Download or read book Slight Exaggeration written by Adam Zagajewski and published by . This book was released on 2017-04-04 with total page 289 pages. Available in PDF, EPUB and Kindle. Book excerpt: A new essay collection by the noted Polish poet For Adam Zagajewski—one of Poland’s great poets—the project of writing, whether it be poetry or prose, is an occasion to advance what David Wojahn has characterized as his “restless and quizzical quest for self-knowledge.” Slight Exaggeration is an autobiographical portrait of the poet, arranged not chronologically but with that same luminous quality that distinguishes Zagajewski’s spellbinding poetry—an affinity for the invisible. In a mosaic-like blend of criticism, reflections, European history, and aphoristic musings, Zagajewski tells the stories of his life in glimpses and reveries—from the Second World War and the occupation of Poland that left his family dispossessed to Joseph Brodsky’s funeral on the Venetian island of San Michele—interspersed with intellectual interrogations of the writers and poets (D. H. Lawrence, Giorgos Seferis, Zbigniew Herbert, Paul Valéry), composers and painters (Brahms, Rembrandt), and modern heroes (Helmuth James Graf von Moltke) who have influenced his work. A wry and philosophical defense of mystery, Slight Exaggeration recalls Zagajewski’s poetry in its delicate negotiation between the earthbound and the ethereal, “between brief explosions of meaning and patient wandering through the plains of ordinary days.” With an enduring inclination to marvel, Zagajewski restores the world to us—necessarily incomplete and utterly astonishing.
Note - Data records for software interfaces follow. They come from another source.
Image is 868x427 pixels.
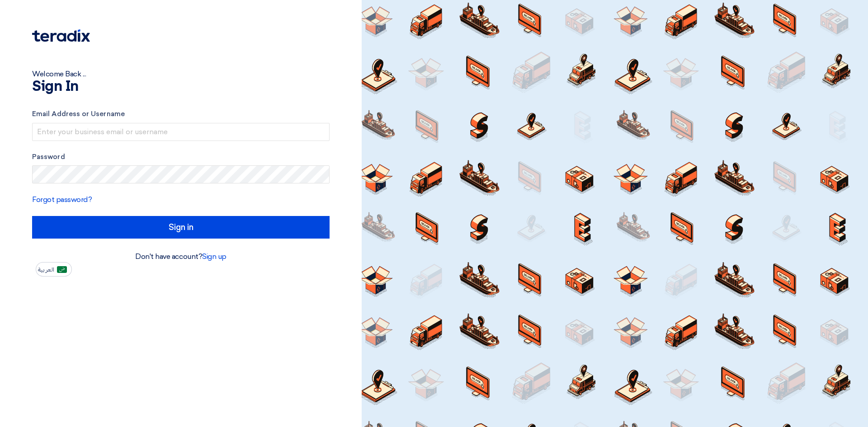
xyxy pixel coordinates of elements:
h1: Sign In [32,80,329,94]
a: Sign up [202,252,226,261]
div: Welcome Back ... [32,69,329,80]
button: العربية [36,262,72,277]
img: Teradix logo [32,29,90,42]
span: العربية [38,267,54,273]
label: Password [32,151,329,162]
img: ar-AR.png [57,266,67,273]
label: Email Address or Username [32,109,329,119]
div: Don't have account? [32,251,329,262]
input: Sign in [32,216,329,239]
a: Forgot password? [32,195,92,204]
input: Enter your business email or username [32,123,329,141]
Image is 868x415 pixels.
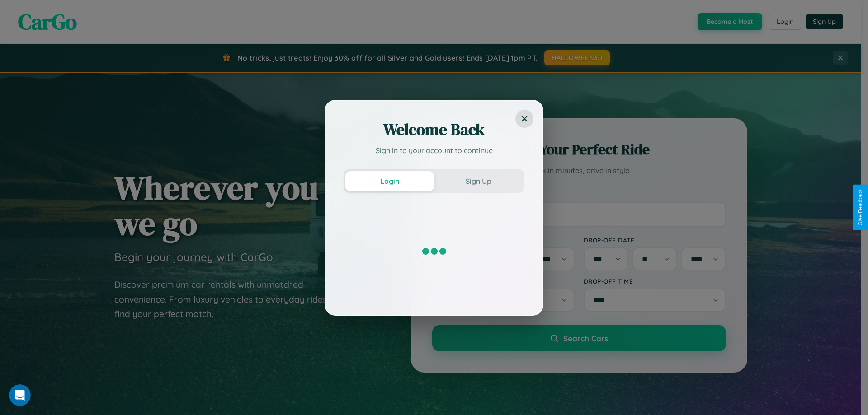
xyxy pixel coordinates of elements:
p: Sign in to your account to continue [344,145,524,156]
button: Sign Up [434,171,523,191]
iframe: Intercom live chat [9,384,31,406]
div: Give Feedback [857,189,863,226]
button: Login [345,171,434,191]
h2: Welcome Back [344,119,524,140]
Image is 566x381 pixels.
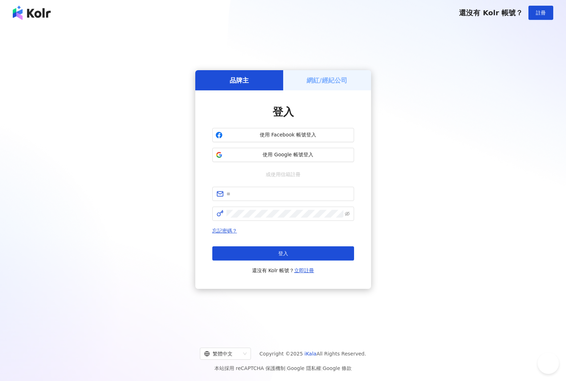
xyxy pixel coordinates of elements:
span: 登入 [278,250,288,256]
button: 註冊 [528,6,553,20]
img: logo [13,6,51,20]
span: eye-invisible [345,211,350,216]
span: 本站採用 reCAPTCHA 保護機制 [214,364,351,372]
button: 使用 Facebook 帳號登入 [212,128,354,142]
span: 登入 [272,106,294,118]
a: Google 條款 [322,365,351,371]
span: 或使用信箱註冊 [261,170,305,178]
span: Copyright © 2025 All Rights Reserved. [259,349,366,358]
h5: 品牌主 [229,76,249,85]
span: 還沒有 Kolr 帳號？ [459,8,522,17]
a: Google 隱私權 [287,365,321,371]
iframe: Help Scout Beacon - Open [537,352,559,374]
div: 繁體中文 [204,348,240,359]
h5: 網紅/經紀公司 [306,76,347,85]
a: iKala [304,351,316,356]
button: 使用 Google 帳號登入 [212,148,354,162]
span: 使用 Google 帳號登入 [225,151,351,158]
a: 忘記密碼？ [212,228,237,233]
span: 註冊 [535,10,545,16]
span: | [285,365,287,371]
span: | [321,365,323,371]
button: 登入 [212,246,354,260]
a: 立即註冊 [294,267,314,273]
span: 還沒有 Kolr 帳號？ [252,266,314,274]
span: 使用 Facebook 帳號登入 [225,131,351,138]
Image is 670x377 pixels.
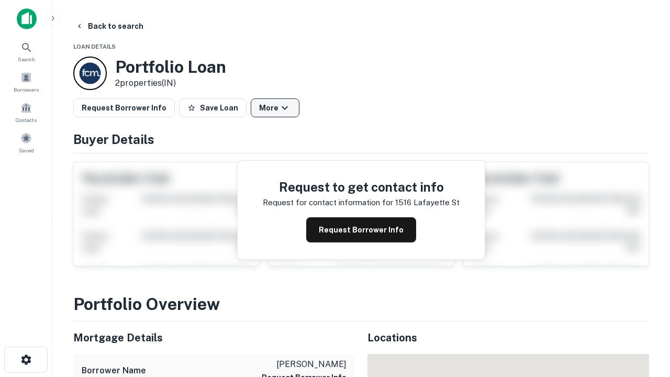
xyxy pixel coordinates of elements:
p: Request for contact information for [263,196,393,209]
button: Request Borrower Info [306,217,416,242]
button: Back to search [71,17,148,36]
p: 1516 lafayette st [395,196,460,209]
p: [PERSON_NAME] [262,358,347,371]
h3: Portfolio Loan [115,57,226,77]
h4: Request to get contact info [263,178,460,196]
a: Saved [3,128,49,157]
h3: Portfolio Overview [73,292,649,317]
a: Contacts [3,98,49,126]
a: Borrowers [3,68,49,96]
h5: Locations [368,330,649,346]
button: Save Loan [179,98,247,117]
img: capitalize-icon.png [17,8,37,29]
span: Contacts [16,116,37,124]
h4: Buyer Details [73,130,649,149]
span: Saved [19,146,34,154]
button: Request Borrower Info [73,98,175,117]
a: Search [3,37,49,65]
span: Loan Details [73,43,116,50]
p: 2 properties (IN) [115,77,226,90]
iframe: Chat Widget [618,293,670,344]
h6: Borrower Name [82,365,146,377]
h5: Mortgage Details [73,330,355,346]
button: More [251,98,300,117]
span: Search [18,55,35,63]
span: Borrowers [14,85,39,94]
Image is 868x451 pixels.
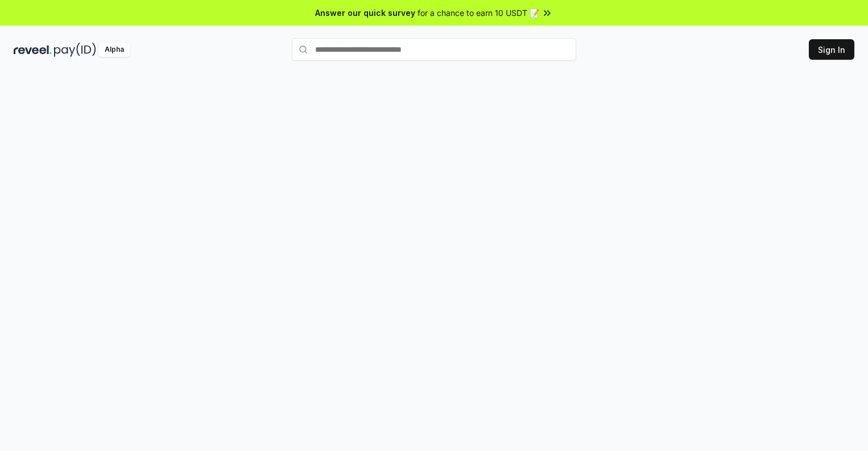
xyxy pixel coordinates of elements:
[13,43,52,57] img: reveel_dark
[809,39,855,60] button: Sign In
[98,43,130,57] div: Alpha
[54,43,96,57] img: pay_id
[417,7,539,19] span: for a chance to earn 10 USDT 📝
[315,7,415,19] span: Answer our quick survey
Download or read book Tears in My Bread written by Maria Papageorgiou Foroudi and published by Arcadia. This book was released on 2020-10 with total page 0 pages. Available in PDF, EPUB and Kindle. Book excerpt: Tears in My Bread embraces the joy and devastation of life in poems rich with rhythm and brutal honesty. Travel through continents, generations, death, womanhood, love, yearning, trauma, memory and the search for self through words filled with sharp, unforgettable imagery.